(Image from Cephalopods: Octopuses and Cuttlefishes for the Home Aquarium(amzn/b&n/abe/pwll) by Colin Dunlop and Nancy King.)
(from Strugnell, JM, Rogers AD, Prodo PA, Collins MA, Allcock AL (2008) The thermohaline expressway: the Southern Ocean as a centre of origin for deep-sea octopuses. Cladistics 24:1-8)
(from Strugnell, JM, Rogers AD, Prodo PA, Collins MA, Allcock AL (2008) The thermohaline expressway: the Southern Ocean as a centre of
origin for deep-sea octopuses. Cladistics 24:1-8)
Now this is an interesting beast. It’s a 220 million year old fossil from China of an animal that is distinctly turtle-like. Here’s a look at its dorsal side:
Notice in the skull: it’s got teeth, not just a beak like modern turtles. The back is also odd, for a turtle. The ribs are flattened and broadened, but…no shell! It’s a turtle without a shell!
(Today’s entry is reader-submitted, from Scott Milton)
Once upon a time, way back when I entered graduate school, the first big project I was involved in was essentially a morphological mapping of the circuitry of the larval zebrafish. We did lots of backfills of neurons with horseradish peroxidase, and later the fluorescent dye DiI, and then with injected lineage tracers like rhodamine dextran. I guess technology has greatly advanced, because we never got anything as pretty as this set of fluorescently labeled neurons in the brain and spinal cord of a larval zebrafish.
This image was made using brainbow fluorescent microscopy. Transgenic fish carry an assortment of fluorescent protein genes that are randomly flipped on in the cells to produce these multicolored views of a subset of the neurons. It’s like the good old Golgi silver stain, only in technicolor.
This is a spectacular video of the development of Clypeaster subdepressus, also called a sand dollar or sea biscuit. These are stunningly beautiful creatures (as are we all, of course), and it is so cool to see them changing here. The video starts with a little echinoderm porn — these animals are profligate with their gametes — and then we see early divisions, gastrulation, the formation of the pluteus larva, metamorphosis into Aristotle’s lantern (one of the more charming names for a developmental stage), and into an ungainly spiky juvenile.
This is why some of us are developmental biologists: it’s all about the exotic weirdness and delicate loveliness of transformation.
Christine Huffard sent me a note alerting me to the publication of her latest paper, and she thought I might be interested because I “seem to like cephalopods”. Hah. Well. I’ve noticed that Dr Huffard seems to have some small affection for the tentacled beasties herself.
The paper follows on an old tradition and an old problem. While people have no problem distinguishing human individuals, we have a tough time telling one individual animal from another. This perceptual difficulty complicates problems of studying variations in behavior or physiology, or monitoring numbers and behavior, in natural populations. One solution is tagging or marking the animals in some way, but that always has the risk of changing or harming the disturbed animals — non-invasive procedures are much preferred. This is an especially difficult problem with small animals, like zebrafish or small octopus; I’ve struggled myself with trying to track individual fish in experiments.
I came up with one solution, and Huffard et al. have come up with something similar: humans can be trained to recognize distinctive individual variations, and learn to identify single animals. In this paper, they describe a pattern of white pigmented regions that are consistent within single animals of the species Wunderpus photogenicus…and as you might guess, that is a great excuse to put together a collection of photographs of these aptly named animals.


Scan the entries below for the word "title". Copy each line that has it.

[Data entries for graphics]
■ ■ ■

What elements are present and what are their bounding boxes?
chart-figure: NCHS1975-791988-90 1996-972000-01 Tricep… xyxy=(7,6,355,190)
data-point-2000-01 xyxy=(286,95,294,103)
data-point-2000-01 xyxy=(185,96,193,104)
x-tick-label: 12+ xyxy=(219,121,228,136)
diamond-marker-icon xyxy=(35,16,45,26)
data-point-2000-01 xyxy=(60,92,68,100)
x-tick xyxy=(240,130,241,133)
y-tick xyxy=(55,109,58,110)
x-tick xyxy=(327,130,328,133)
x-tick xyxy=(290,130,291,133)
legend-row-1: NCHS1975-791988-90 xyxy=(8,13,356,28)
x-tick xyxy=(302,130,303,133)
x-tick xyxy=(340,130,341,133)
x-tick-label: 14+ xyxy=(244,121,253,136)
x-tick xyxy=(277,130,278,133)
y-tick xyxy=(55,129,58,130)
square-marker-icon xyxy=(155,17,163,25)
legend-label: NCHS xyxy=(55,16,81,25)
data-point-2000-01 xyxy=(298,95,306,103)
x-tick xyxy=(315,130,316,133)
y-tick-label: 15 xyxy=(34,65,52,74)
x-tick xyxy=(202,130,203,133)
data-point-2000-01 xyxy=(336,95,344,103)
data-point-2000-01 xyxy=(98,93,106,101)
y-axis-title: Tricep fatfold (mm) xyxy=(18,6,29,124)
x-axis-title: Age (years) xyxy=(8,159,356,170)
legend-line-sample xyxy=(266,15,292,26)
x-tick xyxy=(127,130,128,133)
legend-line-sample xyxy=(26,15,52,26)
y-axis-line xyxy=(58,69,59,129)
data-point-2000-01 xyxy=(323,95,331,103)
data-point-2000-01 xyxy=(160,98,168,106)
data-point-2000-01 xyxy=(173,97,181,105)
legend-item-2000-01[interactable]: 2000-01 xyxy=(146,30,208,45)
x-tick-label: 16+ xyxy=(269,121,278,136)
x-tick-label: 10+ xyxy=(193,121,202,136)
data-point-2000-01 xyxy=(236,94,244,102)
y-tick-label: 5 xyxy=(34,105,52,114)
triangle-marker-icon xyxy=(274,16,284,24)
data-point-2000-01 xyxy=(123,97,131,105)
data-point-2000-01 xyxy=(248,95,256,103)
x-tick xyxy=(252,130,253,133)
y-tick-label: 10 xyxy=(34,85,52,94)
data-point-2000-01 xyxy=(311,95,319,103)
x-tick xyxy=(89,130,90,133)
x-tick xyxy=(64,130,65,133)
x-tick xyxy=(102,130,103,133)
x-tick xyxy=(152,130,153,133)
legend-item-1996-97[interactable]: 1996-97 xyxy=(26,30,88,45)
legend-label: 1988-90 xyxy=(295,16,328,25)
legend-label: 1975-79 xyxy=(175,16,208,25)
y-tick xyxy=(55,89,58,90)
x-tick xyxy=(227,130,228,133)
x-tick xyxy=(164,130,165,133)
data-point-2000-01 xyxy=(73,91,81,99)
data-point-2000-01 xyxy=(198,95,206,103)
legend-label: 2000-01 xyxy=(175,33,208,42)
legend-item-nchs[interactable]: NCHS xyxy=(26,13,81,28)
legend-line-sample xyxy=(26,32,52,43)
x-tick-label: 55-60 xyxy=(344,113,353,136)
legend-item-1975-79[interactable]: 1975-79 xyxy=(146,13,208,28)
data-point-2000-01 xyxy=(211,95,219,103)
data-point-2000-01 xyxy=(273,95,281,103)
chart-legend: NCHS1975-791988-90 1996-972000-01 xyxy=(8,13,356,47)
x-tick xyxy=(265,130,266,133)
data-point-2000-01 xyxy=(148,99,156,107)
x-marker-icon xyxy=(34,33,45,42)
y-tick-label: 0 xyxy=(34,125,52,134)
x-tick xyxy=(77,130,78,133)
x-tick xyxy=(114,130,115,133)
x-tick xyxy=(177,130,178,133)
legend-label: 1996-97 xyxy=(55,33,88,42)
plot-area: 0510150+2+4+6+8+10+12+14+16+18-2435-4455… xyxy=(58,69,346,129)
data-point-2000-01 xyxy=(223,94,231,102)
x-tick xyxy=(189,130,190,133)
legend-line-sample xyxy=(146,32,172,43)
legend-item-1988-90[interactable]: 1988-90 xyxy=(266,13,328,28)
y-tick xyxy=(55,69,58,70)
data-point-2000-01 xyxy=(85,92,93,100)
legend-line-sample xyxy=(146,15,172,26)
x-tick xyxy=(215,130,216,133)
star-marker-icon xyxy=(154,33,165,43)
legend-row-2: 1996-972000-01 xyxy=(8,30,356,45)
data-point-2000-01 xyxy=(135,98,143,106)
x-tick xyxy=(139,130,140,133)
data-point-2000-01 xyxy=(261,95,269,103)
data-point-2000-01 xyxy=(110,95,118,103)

■ ■ ■

Exercise output:
y-axis-title: Tricep fatfold (mm) xyxy=(18,6,29,124)
x-axis-title: Age (years) xyxy=(8,159,356,170)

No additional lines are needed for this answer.